Cancer survivor wouldn't change her life experiences
COLUMBIA - Samantha Miller is marking National Cancer Survivors Day Sunday with this thought: Cancer made her who she is.
“If someone gave me the option to go back and redo my childhood without having cancer three times, I absolutely wouldn’t change it, because going through that has made me who I am. It’s such a big part of me. I feel like I’m able to look at life a little differently,” Miller said.
When she was three years old, she fell and hit her tailbone. Like many parents of rambunctious toddlers, Miller’s mom and dad kept an eye on the injury, but didn’t worry too much about it. They chalked it up to a little bruise.
A few days later, Miller was still in pain so her parents took her to the doctor. The doctor said she had probably just bruised her tailbone and it would heal in a week or so. Her parents took her home and had her rest.
When Miller’s uncle, who was a doctor, came to visit two weeks later, she was still in pain. He took a look at her tailbone and concluded that something wasn’t right. She had a bump that shouldn’t have been there. The next morning her uncle took her to the hospital and demanded an MRI. On that MRI, the doctors saw something, but they didn’t know what it was.
The next day, Miller was transferred to a hospital in Texas where they ran more tests. The doctors at that hospital diagnosed her with a cancerous tumor called clear cell carcinoma. It was a very rare cancer that could only be treated by removing the tumor.
“After all of that happened, my parents knew that they wanted to get me in the best place they could possibly get me. My mom had always heard of St. Jude Children’s Research Hospital in Memphis,” Miller said.
She had the surgery done and the cancer seemed to go away.
Miller was in remission for three years.
When she went back for her yearly check up, the doctors saw that her tumor had come back.
“This time when the doctors at St. Jude went in to remove the tumor they said, 'They misdiagnosed you. That’s not the cancer that you had.' They told me I had something called chordoma,” Miller said.
This cancer was also very rare, but not as rare as clear cell carcinoma. Chordoma had also only been treated with surgery in the past, but the doctors at St. Jude decided to try everything they could to treat Miller. They decided to blast it with radiation to try to shrink it and then remove it.
Two years later, it started coming back again so they tried a different technique by putting Miller on chemotherapy. The doctors prescribed her Adriamycin/Doxorubicin, a type of chemotherapy nicknamed the “Red Devil.” She went through a round of that, and it worked. Chemotherapy had never worked on this cancer before, but since it worked on Miller it is now the preferred method to treat chordoma in children.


◆ WHAT YOU SHOULD DO: Print, exactly as written, the line containing "Uncover 'house' region." and every line after it, ending with the final line of the data below.

Items from a data source:

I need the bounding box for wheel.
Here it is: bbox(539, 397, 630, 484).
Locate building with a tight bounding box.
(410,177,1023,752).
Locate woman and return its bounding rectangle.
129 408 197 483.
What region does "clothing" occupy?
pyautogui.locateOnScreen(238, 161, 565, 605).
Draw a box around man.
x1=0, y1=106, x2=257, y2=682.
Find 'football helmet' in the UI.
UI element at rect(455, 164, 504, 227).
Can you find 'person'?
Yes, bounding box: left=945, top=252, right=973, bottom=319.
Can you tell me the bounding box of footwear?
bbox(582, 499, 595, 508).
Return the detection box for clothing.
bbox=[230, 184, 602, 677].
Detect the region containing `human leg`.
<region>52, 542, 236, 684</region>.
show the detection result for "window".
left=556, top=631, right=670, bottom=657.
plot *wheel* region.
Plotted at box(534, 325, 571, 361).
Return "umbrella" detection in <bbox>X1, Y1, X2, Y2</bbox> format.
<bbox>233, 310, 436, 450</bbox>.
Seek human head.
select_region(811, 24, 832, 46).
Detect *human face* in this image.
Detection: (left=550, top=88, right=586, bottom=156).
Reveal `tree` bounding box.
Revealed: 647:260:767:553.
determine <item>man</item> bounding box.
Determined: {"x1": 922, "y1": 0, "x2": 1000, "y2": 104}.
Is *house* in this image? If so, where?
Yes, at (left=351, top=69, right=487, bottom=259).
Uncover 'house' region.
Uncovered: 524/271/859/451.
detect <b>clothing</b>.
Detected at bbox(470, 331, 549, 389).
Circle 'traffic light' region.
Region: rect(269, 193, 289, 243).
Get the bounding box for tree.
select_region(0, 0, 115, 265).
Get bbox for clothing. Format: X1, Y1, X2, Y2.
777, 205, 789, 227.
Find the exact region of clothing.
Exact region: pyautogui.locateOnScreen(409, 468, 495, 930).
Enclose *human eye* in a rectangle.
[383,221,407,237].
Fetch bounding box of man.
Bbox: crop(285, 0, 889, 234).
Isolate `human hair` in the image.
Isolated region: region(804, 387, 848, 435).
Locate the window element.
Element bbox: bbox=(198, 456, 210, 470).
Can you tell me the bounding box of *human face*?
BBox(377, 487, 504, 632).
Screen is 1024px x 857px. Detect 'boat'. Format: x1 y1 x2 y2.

◆ ANSWER TO THIS EXERCISE:
Uncover 'house' region.
Uncovered: 524/271/859/451.
detect <b>clothing</b>.
Detected at bbox(470, 331, 549, 389).
Circle 'traffic light' region.
Region: rect(269, 193, 289, 243).
Get the bounding box for tree.
select_region(0, 0, 115, 265).
Get bbox for clothing. Format: X1, Y1, X2, Y2.
777, 205, 789, 227.
Find the exact region of clothing.
Exact region: pyautogui.locateOnScreen(409, 468, 495, 930).
Enclose *human eye* in a rectangle.
[383,221,407,237].
Fetch bounding box of man.
Bbox: crop(285, 0, 889, 234).
Isolate `human hair` in the image.
Isolated region: region(804, 387, 848, 435).
Locate the window element.
Element bbox: bbox=(198, 456, 210, 470).
Can you tell me the bounding box of *human face*?
BBox(377, 487, 504, 632).
Screen is 1024px x 857px. Detect 'boat'. Format: x1 y1 x2 y2.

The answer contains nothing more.